Determination of the Surface Facets of Gold Nanorods in Wet-Coated Thin Films with Grazing-Incidence Wide Angle X-Ray Scattering

Abstract This work studies the surface facets of gold nanorods (AuNRs) in wet-coated nanoparticle thin films with synchrotron-light-based grazing-incidence wide angle X-ray scattering (GIWAXS), which provides statistically relevant results on many nanoparticles. Air-brush spraying deposits the monodisperse AuNRs into sparse monolayers where the long axis of rods is parallel to the substrate surface. It is found that the crystalline facets of individual AuNRs in the sparse monolayer are all in the same orientation, as indicated by narrow azimuthal widths of (200) reflections, over a macroscopic scale comparable to the substrate. This alignment is probably due to the rods' sitting on high-index surface facets such as (520) and (250). A quantitative analysis of the angles between bulk facets and the surface facets leads to a “nested-octagon” model for the cross sections of AuNRs: shell octagon with high-index crystalline facets (520), (5-20), (2-50), (-2-50), (-5-20), (-520), (-250), and (250), and core octagon consisting of low-index crystalline facets (100), (1-10), (0-10), (-1-10), (-100), (-110), (010), and (110).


What the task asks
In the records below, some lines contain "arrow"; state the number of such lines and nothing else.

Record excerpts
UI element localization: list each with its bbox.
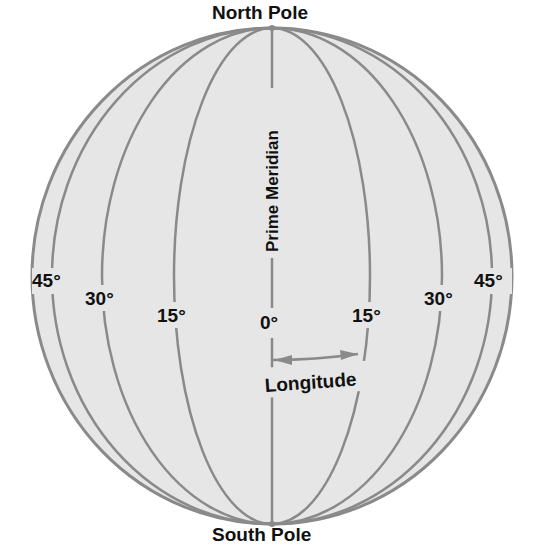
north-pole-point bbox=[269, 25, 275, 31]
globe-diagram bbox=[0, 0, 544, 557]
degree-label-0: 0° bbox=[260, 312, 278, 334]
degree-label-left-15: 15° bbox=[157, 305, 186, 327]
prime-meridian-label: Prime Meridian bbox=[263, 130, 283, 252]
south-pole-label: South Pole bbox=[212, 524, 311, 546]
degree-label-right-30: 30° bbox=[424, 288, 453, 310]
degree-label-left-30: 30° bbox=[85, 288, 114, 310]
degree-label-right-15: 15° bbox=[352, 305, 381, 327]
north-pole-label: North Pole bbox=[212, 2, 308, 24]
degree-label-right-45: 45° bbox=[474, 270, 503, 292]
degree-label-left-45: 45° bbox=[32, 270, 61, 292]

==

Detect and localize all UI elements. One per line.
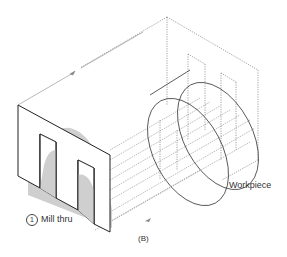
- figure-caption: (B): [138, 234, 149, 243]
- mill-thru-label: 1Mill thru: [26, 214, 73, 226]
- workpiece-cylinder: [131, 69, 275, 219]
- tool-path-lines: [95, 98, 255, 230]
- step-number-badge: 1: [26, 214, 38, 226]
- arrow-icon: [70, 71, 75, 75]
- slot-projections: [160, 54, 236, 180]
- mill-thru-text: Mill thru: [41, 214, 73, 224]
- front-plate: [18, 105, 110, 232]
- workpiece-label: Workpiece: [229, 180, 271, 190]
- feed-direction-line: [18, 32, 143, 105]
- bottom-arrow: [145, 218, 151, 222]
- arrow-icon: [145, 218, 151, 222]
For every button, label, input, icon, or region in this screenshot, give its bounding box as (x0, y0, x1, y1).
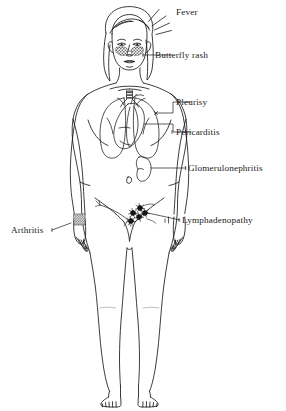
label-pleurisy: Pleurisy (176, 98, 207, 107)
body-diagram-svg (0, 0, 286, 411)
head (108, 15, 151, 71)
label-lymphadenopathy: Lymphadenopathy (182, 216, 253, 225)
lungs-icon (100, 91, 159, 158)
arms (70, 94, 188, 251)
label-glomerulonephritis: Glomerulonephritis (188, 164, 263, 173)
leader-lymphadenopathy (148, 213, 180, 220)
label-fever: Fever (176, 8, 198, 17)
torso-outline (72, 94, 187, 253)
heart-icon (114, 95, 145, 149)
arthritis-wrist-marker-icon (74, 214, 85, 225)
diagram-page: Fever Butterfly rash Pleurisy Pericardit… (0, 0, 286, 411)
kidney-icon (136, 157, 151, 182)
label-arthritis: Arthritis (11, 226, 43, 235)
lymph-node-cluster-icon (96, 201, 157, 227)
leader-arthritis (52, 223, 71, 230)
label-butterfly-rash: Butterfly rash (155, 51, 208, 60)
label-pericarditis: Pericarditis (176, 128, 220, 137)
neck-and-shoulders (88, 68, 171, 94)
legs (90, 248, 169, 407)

Response to this task
3